Apple on Friday delivered a legal brief asking the U.S. Supreme Court to uphold a favorable ruling in its ongoing patent lawsuit against Samsung, saying the Korean company had not furnished sufficient evidence to send the case back to a lower court.
According to Apple, Samsung failed to back up its assertion that patent trial damages like the hundreds of millions of dollars awarded to Apple in the Apple v. Samsung case should be based on individual smartphone components, not a measure of total profits, reports Reuters.
In the originating 2012 case, Samsung was found on the hook for $1.08 billion in damages after a California jury decided the company's products infringed on Apple's smartphone hardware and software patents. A subsequent partial retrial and successful appeal brought the figure down to $548 million, which Samsung paid out last year subject to reimbursement as the Korean company exhausts its legal options.
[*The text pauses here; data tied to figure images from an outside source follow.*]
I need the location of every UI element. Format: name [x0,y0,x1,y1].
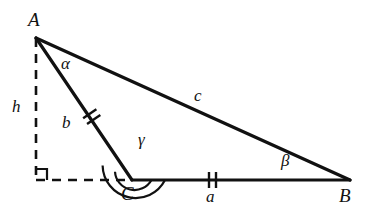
altitude-label-h: h [12,98,21,115]
right-angle-marker [36,169,47,180]
side-label-b: b [62,114,71,131]
vertex-label-b: B [339,186,351,205]
triangle-figure-svg [0,0,369,217]
angle-label-gamma: γ [138,131,145,148]
side-label-c: c [194,87,202,104]
vertex-label-a: A [28,10,40,29]
triangle-diagram: A C B b c a h α γ β [0,0,369,217]
vertex-label-c: C [121,184,134,203]
angle-label-alpha: α [61,55,70,72]
angle-label-beta: β [281,152,289,169]
side-label-a: a [206,188,215,205]
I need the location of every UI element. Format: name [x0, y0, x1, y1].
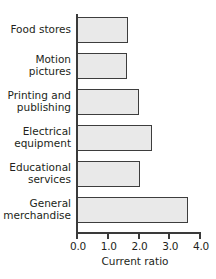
bar — [77, 17, 128, 43]
category-label: Educationalservices — [0, 161, 71, 186]
category-label-line: Educational — [0, 161, 71, 174]
x-axis-tick — [138, 234, 140, 239]
x-axis-tick — [168, 234, 170, 239]
x-axis-tick-label: 0.0 — [61, 240, 95, 252]
bar — [77, 161, 140, 187]
x-axis-tick-label: 4.0 — [184, 240, 216, 252]
bar — [77, 197, 188, 223]
x-axis-tick-label: 1.0 — [92, 240, 126, 252]
category-label-line: Printing and — [0, 89, 71, 102]
category-label-line: equipment — [0, 137, 71, 150]
x-axis-tick — [107, 234, 109, 239]
category-label-line: pictures — [0, 65, 71, 78]
x-axis-tick-label: 3.0 — [153, 240, 187, 252]
category-label-line: merchandise — [0, 209, 71, 222]
x-axis-tick — [76, 234, 78, 239]
category-label-line: Motion — [0, 53, 71, 66]
bar — [77, 125, 152, 151]
x-axis-title: Current ratio — [0, 255, 216, 267]
category-label-line: services — [0, 173, 71, 186]
category-label: Motionpictures — [0, 53, 71, 78]
category-label: Generalmerchandise — [0, 197, 71, 222]
category-label: Food stores — [0, 23, 71, 36]
x-axis-tick-label: 2.0 — [123, 240, 157, 252]
bar — [77, 89, 139, 115]
bar — [77, 53, 127, 79]
y-axis-line — [76, 14, 78, 233]
category-label: Printing andpublishing — [0, 89, 71, 114]
bar-chart: Food storesMotionpicturesPrinting andpub… — [0, 0, 216, 279]
category-label-line: Food stores — [0, 23, 71, 36]
category-label: Electricalequipment — [0, 125, 71, 150]
category-label-line: General — [0, 197, 71, 210]
x-axis-tick — [199, 234, 201, 239]
category-label-line: Electrical — [0, 125, 71, 138]
category-label-line: publishing — [0, 101, 71, 114]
As part of efforts to dodge the original California court ruling, Samsung in March successfully petitioned the Supreme Court to hear arguments characterizing the original damages award as excessive. In particular, Samsung asserts penalties in patent actions involving complex devices like smartphones should be based on patented components, not the full product.
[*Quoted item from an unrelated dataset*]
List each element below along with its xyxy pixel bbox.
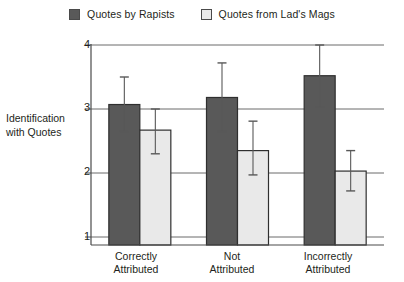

If Samsung is successful, the Supreme Court could return the case to a lower court, as was suggested by a U.S. Department of Justice amicus brief filed in June.
The nation's highest court is set to discuss the Apple v. Samsung case on Oct. 11.
15 Comments
I guess we will know the final results of all of this in 2020
Samsung should be requesting an end to this.
They've been owned in both courts and the markets.
Give up already.
I honestly believe I won't live long enough to see how this ends.
The irony of Samesung's argument is that the original judge severely reduced the many infringements Apple claimed for the purpose of expedience and simplifying the case. This was absolutely the most egregious case of IP infringement in the last century and these thieving a-holes are going to get a slap on the wrist.